AAS: This is exactly what AAS has said: That animals die of disease and despair at SPCA Alcatrazes for animals. And it is not because of a lack of money or a lack of understanding that SPCA "shelters" kill animals, it is because there was money to be made at it and the bottom line focus requires that operating costs be kept to a minimum and that is exactly what animals at SPCAs got - the bare minimum, in fact many times less than the bare minimum to be kept alive and that is because the stock was supplied free, daily, by the SPCA's suppliers, the pet dumpers.

"Teach a community to deprive a dog of these things, and you will have a community full of maladjusted dogs being surrendered to shelters or dumped on the street--which may be exactly what you already have, partly because of the past 125 years of humane societies setting a piss-poor example."

AAS: Of all the vile business practices practiced by the SPCA for decades, that is the vilest. That while claiming to be educating the public on humane treatment of animals, it was setting an example of pet abandonment and animal cruelty itself.

"Cats need to be able to climb--and they prefer a quiet environment. There is no animal easier to care for than a cat. Even great apes in zoos often keep pet cats successfully--and so has at least one now deceased grizzly bear.

Unfortunately, great apes and the occasional bear in zoos often have a better sense of what a cat needs than humane society shelter directors.

Too often I visit humane societies full of nervous, panic-stricken, and diseased cats, who are kept in cells the size of a microwave oven, where they have to listen to 100 kennel-crazed dogs barking all night and all day.

That is not a humane way to keep a cat; it is a kitty torture chamber, and if the ancient Egyptians were right that human beings will face a cat on Judgement Day, many a shelter director may be passing a very hot eternity.

If you keep dogs and cats in a facility that looks like a jail and smells like a cesspool, dogs and cats all over town will be treated like prisoners on a chain-gang, because the condition of your facility sends the message that you think this is okay.

If you treat dogs and cats as if they are honored guests, the community standards will rise to your standard. This too has been proved time and again.

Full-service humane societies that can provide emergency veterinary care, do humane education, do animal rescue, and investigate cruelty complaints are also nice to have.

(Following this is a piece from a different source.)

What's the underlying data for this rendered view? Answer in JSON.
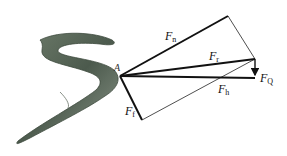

Yet they are also not what it takes to end pet overpopulation and shelter killing.

A community placing the first emphasis on developing animal control agencies and full-service humane societies, in short, is just plain going in the wrong direction. It needs to slam on the brakes, turn around, and go back to what really needs to be done.

Go the right way, and you can get to no-kill animal control while solving all the community animal problems very quickly.

Go the wrong way, and you will spend the next century repeating all the same dimwitted mistakes that the U.S. humane community made throughout the last century. "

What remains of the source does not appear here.